Without the breeze’s interference I could hear all manner of birdlife. A cranky reed warbler chugging away in the reeds, and the whinnying chirps of a few young great tit, which seem to be everywhere at the moment. A couple of goldfinch flew overhead, tinging their finger-cymbal voices, and from every thicket, politely spaced, blackcaps each delivered their own twist on the whistling waterfall theme.

The air shimmered with with delicate touches of birdsong. The dullness of the light triggering an equal and opposite clarity of sound.

With the more settled wind the river of swifts flowing between No. 5 and the Maynard reservoirs flowed more sedately, like the lower reaches of a grand old continental river. Though less frenetic than yesterday, they still tore along at a rate of knots. A bemused swan with drizzle-dampened neck feathers, bobbled like an old fleece, had encounters at least as close as I did. It must think them such hooligans.

The lack of wind saw fishermen dotted around most sides of the reservoirs, liberated from the tyranny of the wind-tangled line. Along No. 4 & 5 reservoirs they are all fly fishermen, relying on a finely honed marriage of arm, rod and line to tempt the immaculate bundle of feather, hook and thread out to the deep water where the trout swim. Today was a good day for jumping trout. I saw four.

Four egrets flew like a wallpaper pattern, one diagonally above the other, in front of the new blocks of flats. What a view they’ll have. I’m sometimes envious of the birdwatchers I know who already do overlook some part of the valley. During lockdown there’s an informal contest to see who can count the most species from their home; lockdown listing it’s called. Someone I know, who lives overlooking Lockwood, is on around 80.

Onwards around the back of No 5. reservoir. Barring the swifts, this is the kind of day I’ve been expecting to fill the majority of this blog, and I struggle to find a bird that demands it be written about.
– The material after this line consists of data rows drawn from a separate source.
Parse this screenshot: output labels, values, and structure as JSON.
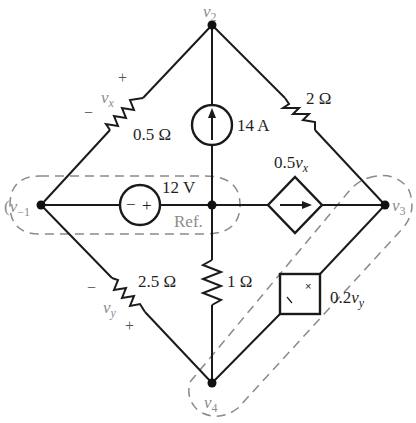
{
  "diagram": {
    "type": "electrical-circuit",
    "nodes": {
      "v2": {
        "label": "v",
        "sub": "2"
      },
      "v_minus1": {
        "label": "v",
        "sub": "−1"
      },
      "ref": {
        "label": "Ref."
      },
      "v3": {
        "label": "v",
        "sub": "3"
      },
      "v4": {
        "label": "v",
        "sub": "4"
      }
    },
    "components": {
      "r_05": {
        "value": "0.5 Ω",
        "voltage_var": "v",
        "voltage_sub": "x",
        "plus": "+",
        "minus": "−"
      },
      "r_2": {
        "value": "2 Ω"
      },
      "i_14": {
        "value": "14 A"
      },
      "v_12": {
        "value": "12 V",
        "minus": "−",
        "plus": "+"
      },
      "dep_i": {
        "coef": "0.5",
        "var": "v",
        "sub": "x"
      },
      "r_25": {
        "value": "2.5 Ω",
        "voltage_var": "v",
        "voltage_sub": "y",
        "plus": "+",
        "minus": "−"
      },
      "r_1": {
        "value": "1 Ω"
      },
      "dep_v": {
        "coef": "0.2",
        "var": "v",
        "sub": "y",
        "plus": "×",
        "minus": "∖"
      }
    },
    "supernodes": [
      "v_minus1-ref",
      "v3-v4"
    ],
    "colors": {
      "wire": "#1a1a1a",
      "dashed": "#8a8a8a",
      "grey_label": "#8c8c8c"
    }
  }
}
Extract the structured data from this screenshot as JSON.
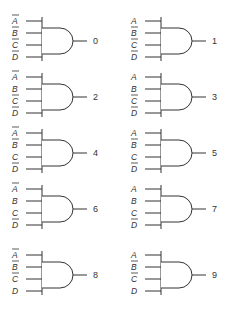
{
  "input_names": [
    "A",
    "B",
    "C",
    "D"
  ],
  "gates": [
    {
      "output": "0",
      "inputs": [
        {
          "name": "A",
          "inverted": true
        },
        {
          "name": "B",
          "inverted": true
        },
        {
          "name": "C",
          "inverted": true
        },
        {
          "name": "D",
          "inverted": true
        }
      ]
    },
    {
      "output": "1",
      "inputs": [
        {
          "name": "A",
          "inverted": false
        },
        {
          "name": "B",
          "inverted": true
        },
        {
          "name": "C",
          "inverted": true
        },
        {
          "name": "D",
          "inverted": true
        }
      ]
    },
    {
      "output": "2",
      "inputs": [
        {
          "name": "A",
          "inverted": true
        },
        {
          "name": "B",
          "inverted": false
        },
        {
          "name": "C",
          "inverted": true
        },
        {
          "name": "D",
          "inverted": true
        }
      ]
    },
    {
      "output": "3",
      "inputs": [
        {
          "name": "A",
          "inverted": false
        },
        {
          "name": "B",
          "inverted": false
        },
        {
          "name": "C",
          "inverted": true
        },
        {
          "name": "D",
          "inverted": true
        }
      ]
    },
    {
      "output": "4",
      "inputs": [
        {
          "name": "A",
          "inverted": true
        },
        {
          "name": "B",
          "inverted": true
        },
        {
          "name": "C",
          "inverted": false
        },
        {
          "name": "D",
          "inverted": true
        }
      ]
    },
    {
      "output": "5",
      "inputs": [
        {
          "name": "A",
          "inverted": false
        },
        {
          "name": "B",
          "inverted": true
        },
        {
          "name": "C",
          "inverted": false
        },
        {
          "name": "D",
          "inverted": true
        }
      ]
    },
    {
      "output": "6",
      "inputs": [
        {
          "name": "A",
          "inverted": true
        },
        {
          "name": "B",
          "inverted": false
        },
        {
          "name": "C",
          "inverted": false
        },
        {
          "name": "D",
          "inverted": true
        }
      ]
    },
    {
      "output": "7",
      "inputs": [
        {
          "name": "A",
          "inverted": false
        },
        {
          "name": "B",
          "inverted": false
        },
        {
          "name": "C",
          "inverted": false
        },
        {
          "name": "D",
          "inverted": true
        }
      ]
    },
    {
      "output": "8",
      "inputs": [
        {
          "name": "A",
          "inverted": true
        },
        {
          "name": "B",
          "inverted": true
        },
        {
          "name": "C",
          "inverted": true
        },
        {
          "name": "D",
          "inverted": false
        }
      ]
    },
    {
      "output": "9",
      "inputs": [
        {
          "name": "A",
          "inverted": false
        },
        {
          "name": "B",
          "inverted": true
        },
        {
          "name": "C",
          "inverted": true
        },
        {
          "name": "D",
          "inverted": false
        }
      ]
    }
  ],
  "colors": {
    "line": "#333333",
    "background": "#ffffff"
  }
}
I consider covering canada geese (which form an orderly, comical queue and waddle nervously ahead of me for some time), cormorants (the colony sounds manic and alive, but I find the tragic corpse of a youngster), little egrets (aside from the four in the air, I find a fledgling tottering at the water’s edge, scraps of white down still on the back of its head) or the immature wren I see with its yellow joker’s gape wriggling up its cheeks.

But eventually, as the spots of rain oscillate from light to heavy and back again, and the swifts draw their spirograph arcs some half a mile distant, it is another blackbird singing from the bushes that captures my mood the best. Despite not having a strong tale to tell — even from memory; it’s one of those birds that was always just there — it bookends my summer stroll so attentively that I must agree to it having its turn.

It doesn’t come close to providing the gasp-out-loud joy of the last six days’ birds, but not every day is about joy. Here on this damp, early summer’s day, loitering beneath the trees on a track that’s both gravel and dirt, the warm memories of country lanes and childhood waterproof anoraks is what I feel. And the blackbird, it’s song caught between optimism and nostalgia — perhaps that Welsh “hiraeth” I’m not supposed to be able to translate — seems to understand perfectly.